Tom Pidcock racks up a monster 20,210m of climbing in a week in Chile as his Grand Tour build begins

Tom Pidcock racks up a monster 20,210m of climbing in a week in Chile as his Grand Tour build begins

The Pinarello-Q36.5 rider's latest Strava uploads from the Andes suggests a serious altitude block is underway ahead of his Tour de France push.

2 min read

A 148.7 km ride with 4,113 metres of climbing on January 27, captioned simply "Morning Ride" was the latest entry for Tom Pidcock (Pinarello-Q36.5) in a week of training which topped 20km of vertical ascent - nearly three times the height of Everest.

The uploads land as the British rider prepares for his first full season targeting Tour de France General Classification.

The routes loop repeatedly through the El Colorado and Farellones area, climbing out of valleys and back toward the team’s base at around 2,750 metres above sea level. Valley temperatures have reportedly been pushing 35°C, which means the work is being done in thin air and thick heat – a double stress that most European winter camps simply can’t offer, but is very close to what riders will be expecting in the mid-summer heat at the Tour de France.

Two days before the latest 148.7 km effort, Pidcock rode 200.2 km with 4,003 metres of ascent, spending more than seven hours on the bike. 8,000 metres across two sessions is the kind of workload that normally arrives packaged as a pair of Alpine stages in July, not a Tuesday and Thursday in January.

And it isn’t just those two rides. The surrounding days show the same shape:
– 175 km with 4,198 m
– 142 km with 3,464 m
– 118 km with 3,380 m
– another 135 km with 3,250 m
Day after day of long climbs, steady gradients and minimal recovery between them.

Logging back-to-back five-hour rides with four kilometres of vertical ascent, with no fanfare, looks very much like a rider who is planning something ambitious in the summer.

That lines up with the direction Pidcock has already hinted at. After finishing third overall at the 2025 Vuelta a España and sixth at Il Lombardia, he skipped cyclocross entirely this winter with coach Kurt Bogaerts, opting for rest and road-specific conditioning instead.

This Chile block runs for roughly 25 days and sits ahead of a season where the Tom Pidcock will likely prioritise a return to the Tour de France, alongside a return to Liège-Bastogne-Liège, Strade Bianche and Milan-San Remo.

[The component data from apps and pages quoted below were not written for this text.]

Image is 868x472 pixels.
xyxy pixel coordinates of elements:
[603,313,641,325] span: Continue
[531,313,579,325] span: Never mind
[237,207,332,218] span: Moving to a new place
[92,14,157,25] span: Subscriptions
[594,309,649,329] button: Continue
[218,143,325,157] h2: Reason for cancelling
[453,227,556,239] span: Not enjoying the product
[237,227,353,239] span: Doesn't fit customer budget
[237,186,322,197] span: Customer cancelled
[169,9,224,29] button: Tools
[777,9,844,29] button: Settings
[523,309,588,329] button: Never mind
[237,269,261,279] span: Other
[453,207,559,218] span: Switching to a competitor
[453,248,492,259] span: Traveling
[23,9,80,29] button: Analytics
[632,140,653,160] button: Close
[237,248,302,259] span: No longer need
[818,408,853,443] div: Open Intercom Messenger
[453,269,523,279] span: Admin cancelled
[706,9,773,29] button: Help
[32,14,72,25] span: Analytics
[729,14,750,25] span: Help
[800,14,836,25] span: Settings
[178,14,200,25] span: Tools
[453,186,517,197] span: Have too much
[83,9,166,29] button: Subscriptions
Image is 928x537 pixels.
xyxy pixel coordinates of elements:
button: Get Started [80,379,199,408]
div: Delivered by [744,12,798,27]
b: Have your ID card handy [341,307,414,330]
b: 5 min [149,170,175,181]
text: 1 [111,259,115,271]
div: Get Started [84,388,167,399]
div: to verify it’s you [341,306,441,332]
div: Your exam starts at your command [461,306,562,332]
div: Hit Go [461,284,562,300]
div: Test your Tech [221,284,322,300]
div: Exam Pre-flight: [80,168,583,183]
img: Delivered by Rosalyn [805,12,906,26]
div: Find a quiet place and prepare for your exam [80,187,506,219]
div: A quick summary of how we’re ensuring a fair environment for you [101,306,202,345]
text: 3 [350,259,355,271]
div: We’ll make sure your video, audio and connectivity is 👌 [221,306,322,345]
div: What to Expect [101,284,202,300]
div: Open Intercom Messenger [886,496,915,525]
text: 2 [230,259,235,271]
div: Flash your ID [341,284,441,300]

Racing is expected to start in mid-February at the Vuelta a la Región de Murcia, before the spring calendar opens at Omloop Het Nieuwsblad on February 28.

Cover image credit: Pinarello-Q36.5

Peter

Peter is the editor of Velora and oversees Velora’s editorial strategy and content standards, bringing nearly 20 years of cycling journalism to the site. He was editor of Cyclingnews from 2022, introducing its digital membership strategy and expanding its content pillars. Before that he was digital editor at Rouleur and Cyclist, having joined Cyclist in 2012 after freelance work for titles including The Times and The Telegraph. He has reported from Grand Tours and WorldTour races, and previously represented Great Britain as a rower.